AnimEigo has released four sequels: Shogun Assassin 2: Lightning Swords of Death, actually the third film in the Baby Cart series, Lone Wolf and Cub: Baby Cart to Hades; Shogun Assassin 3: Slashing Blades of Carnage, which is the fourth film in the Baby Cart series, Lone Wolf and Cub: Baby Cart in Peril; Shogun Assassin 4: Five Fistfuls Of Gold, which is the dubbed version of the fifth film, Lone Wolf and Cub: Baby Cart in the Land of Demons; and Shogun Assassin 5: Cold Road to Hell, the dubbed version of Lone Wolf and Cub: White Heaven in Hell, the sixth and final film in the series.

In popular culture

Several audio clips from Shogun Assassin are used on rapper GZA's classic album Liquid Swords (produced by RZA). In addition, the film is invoked in Kill Bill Volume 2 (for which RZA provided original music) in the end scenes where the protagonist and her daughter watch it as a bedtime story.

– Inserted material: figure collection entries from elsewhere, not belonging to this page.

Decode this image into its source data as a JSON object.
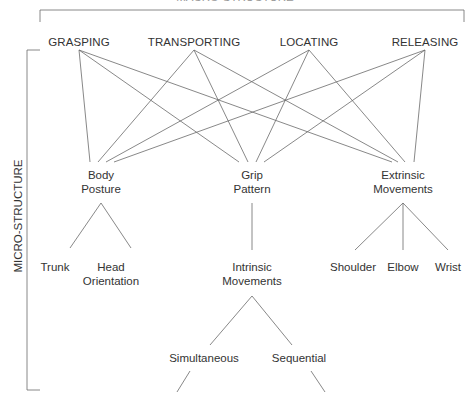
{
  "diagram": {
    "top_title": "MACRO-STRUCTURE",
    "side_title": "MICRO-STRUCTURE",
    "macro_phases": [
      {
        "label": "GRASPING",
        "x": 79
      },
      {
        "label": "TRANSPORTING",
        "x": 194
      },
      {
        "label": "LOCATING",
        "x": 309
      },
      {
        "label": "RELEASING",
        "x": 425
      }
    ],
    "micro_components": {
      "body_posture": {
        "line1": "Body",
        "line2": "Posture"
      },
      "grip_pattern": {
        "line1": "Grip",
        "line2": "Pattern"
      },
      "extrinsic_movements": {
        "line1": "Extrinsic",
        "line2": "Movements"
      }
    },
    "body_posture_children": {
      "trunk": "Trunk",
      "head_orientation": {
        "line1": "Head",
        "line2": "Orientation"
      }
    },
    "grip_pattern_children": {
      "intrinsic_movements": {
        "line1": "Intrinsic",
        "line2": "Movements"
      }
    },
    "extrinsic_children": {
      "shoulder": "Shoulder",
      "elbow": "Elbow",
      "wrist": "Wrist"
    },
    "intrinsic_children": {
      "simultaneous": "Simultaneous",
      "sequential": "Sequential"
    },
    "line_color": "#555555"
  }
}
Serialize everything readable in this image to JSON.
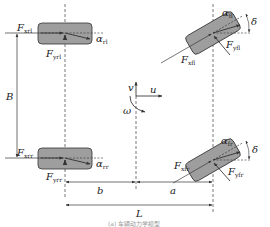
{
  "diagram": {
    "type": "vehicle-dynamics-four-wheel-model",
    "colors": {
      "wheel_fill": "#9e9e9e",
      "wheel_stroke": "#333333",
      "line": "#333333",
      "background": "#ffffff"
    },
    "coordinate_system": {
      "v_label": "v",
      "u_label": "u",
      "omega_label": "ω"
    },
    "dimensions": {
      "track_width_label": "B",
      "rear_to_cg_label": "b",
      "front_to_cg_label": "a",
      "wheelbase_label": "L"
    },
    "wheels": {
      "rear_left": {
        "fx_main": "F",
        "fx_sub": "xrl",
        "fy_main": "F",
        "fy_sub": "yrl",
        "alpha_main": "α",
        "alpha_sub": "rl"
      },
      "rear_right": {
        "fx_main": "F",
        "fx_sub": "xrr",
        "fy_main": "F",
        "fy_sub": "yrr",
        "alpha_main": "α",
        "alpha_sub": "rr"
      },
      "front_left": {
        "fx_main": "F",
        "fx_sub": "xfl",
        "fy_main": "F",
        "fy_sub": "yfl",
        "alpha_main": "α",
        "alpha_sub": "fl",
        "steer_label": "δ"
      },
      "front_right": {
        "fx_main": "F",
        "fx_sub": "xfr",
        "fy_main": "F",
        "fy_sub": "yfr",
        "alpha_main": "α",
        "alpha_sub": "fr",
        "steer_label": "δ"
      }
    },
    "caption": "(a) 车辆动力学模型"
  }
}
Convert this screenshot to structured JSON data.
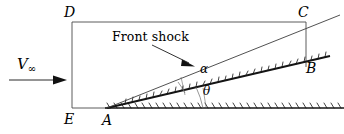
{
  "figure": {
    "title_text": "Front shock",
    "labels": {
      "point_d": "D",
      "point_c": "C",
      "point_b": "B",
      "point_e": "E",
      "point_a": "A",
      "angle_alpha": "α",
      "angle_theta": "θ",
      "velocity_symbol": "V",
      "velocity_subscript": "∞"
    },
    "annotation": {
      "label": "Front shock",
      "leader_from": [
        155,
        46
      ],
      "leader_to": [
        194,
        66
      ]
    },
    "geometry": {
      "control_volume_box": {
        "name": "DCBE-control-volume",
        "top_left": [
          72,
          22
        ],
        "top_right": [
          306,
          22
        ],
        "bottom_left": [
          72,
          108
        ],
        "bottom_right_vertical_to": [
          306,
          68
        ]
      },
      "ground_line": {
        "from": [
          72,
          108
        ],
        "to": [
          344,
          108
        ]
      },
      "wedge_surface": {
        "from": [
          107,
          108
        ],
        "to": [
          312,
          60
        ],
        "angle_label": "θ"
      },
      "shock_line": {
        "from": [
          107,
          108
        ],
        "to": [
          336,
          16
        ],
        "angle_label": "α"
      },
      "freestream_arrow": {
        "from": [
          10,
          80
        ],
        "to": [
          66,
          80
        ]
      },
      "vertical_drop_cb": {
        "from": [
          306,
          22
        ],
        "to": [
          306,
          68
        ]
      }
    },
    "colors": {
      "background": "#ffffff",
      "stroke": "#1a1a1a",
      "thin_stroke": "#555555",
      "text": "#000000"
    },
    "hatching": {
      "ground_tick_count": 34,
      "wedge_tick_count": 30,
      "style": "slanted-ticks"
    }
  }
}
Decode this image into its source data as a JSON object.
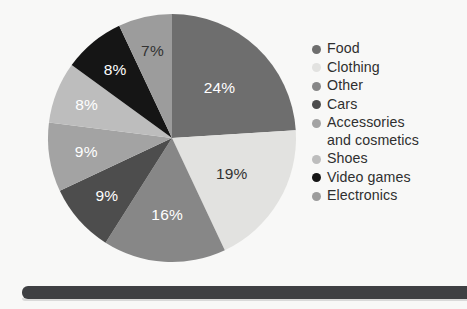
{
  "chart_data": {
    "type": "pie",
    "title": "",
    "categories": [
      "Food",
      "Clothing",
      "Other",
      "Cars",
      "Accessories and cosmetics",
      "Shoes",
      "Video games",
      "Electronics"
    ],
    "values": [
      24,
      19,
      16,
      9,
      9,
      8,
      8,
      7
    ],
    "value_suffix": "%",
    "data_labels": [
      "24%",
      "19%",
      "16%",
      "9%",
      "9%",
      "8%",
      "8%",
      "7%"
    ],
    "colors": [
      "#6e6e6e",
      "#e2e2e0",
      "#878787",
      "#4d4d4d",
      "#a3a3a3",
      "#bdbdbd",
      "#151515",
      "#9c9c9c"
    ],
    "label_text_colors": [
      "#ffffff",
      "#333333",
      "#ffffff",
      "#ffffff",
      "#ffffff",
      "#ffffff",
      "#ffffff",
      "#333333"
    ],
    "legend_position": "right",
    "start_angle_deg": 0,
    "direction": "clockwise",
    "grid": false,
    "xlabel": "",
    "ylabel": ""
  },
  "legend": {
    "items": [
      {
        "label": "Food",
        "color": "#6e6e6e",
        "value": "24%"
      },
      {
        "label": "Clothing",
        "color": "#e2e2e0",
        "value": "19%"
      },
      {
        "label": "Other",
        "color": "#878787",
        "value": "16%"
      },
      {
        "label": "Cars",
        "color": "#4d4d4d",
        "value": "9%"
      },
      {
        "label": "Accessories\nand cosmetics",
        "color": "#a3a3a3",
        "value": "9%"
      },
      {
        "label": "Shoes",
        "color": "#bdbdbd",
        "value": "8%"
      },
      {
        "label": "Video games",
        "color": "#151515",
        "value": "8%"
      },
      {
        "label": "Electronics",
        "color": "#9c9c9c",
        "value": "7%"
      }
    ]
  },
  "slide": {
    "background_color": "#f8f8f7",
    "base_bar_color": "#3f4043"
  }
}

Also, a line from "Shogun Assassin" was sampled in Cage's "Agent Orange" on his 2003 album Movies for the Blind.

Critical reception

Vincent Canby of The New York Times, wrote "Shogun Assassin... is as furiously mixed up as What's Up Tiger Lily? the classic that Woody Allen made by attaching an English soundtrack to a grade-Z Japanese spy movie. Aside from the little-boy's narration, the movie's not much fun once you've gotten the picture, which is that of a tubby, outcast samurai wandering the length and breadth of Japan, pushing an antique baby carriage that contains his tiny, remarkably observant son."[1]

Stuart Galbraith IV of DVD Talk said, "A radical reworking of not one but two Japanese movies combined into a single action-filled extravaganza, Shogun Assassin floored audiences with its dream-like, poetic action and pressure-cooker bloodletting."[2]

J.C. Maçek III of WorldsGreatestCritic.com wrote, "Shogun Assassin as a product of artistic and stylistic films, is an artistic and stylistic film itself, with the dubbing (which includes even the voice of Sandra Bernhard) working as a genre-setting asset rather than a liability. This keeps the cartoonish, yet somehow still deadly, mood that penetrates each reel. In that this film was a huge influence on later works (like Kill Bill), it's safe to bet that you've got geysers of blood shooting from every wound and plenty of dismemberment and painful-looking slashes."[3]

See also

References

  1. ^ Vincent Canby (1980-11-21). "Shogun Assassin". New York Times. Retrieved 2011-04-26.
  2. ^ Stuart Galbraith IV. "Shogun Assassin". DVD Talk. Retrieved 2011-04-26.
  3. ^ J.C. Maçek III. "Shogun Assassin". WorldsGreatestCritic.com. Retrieved 2011-04-26.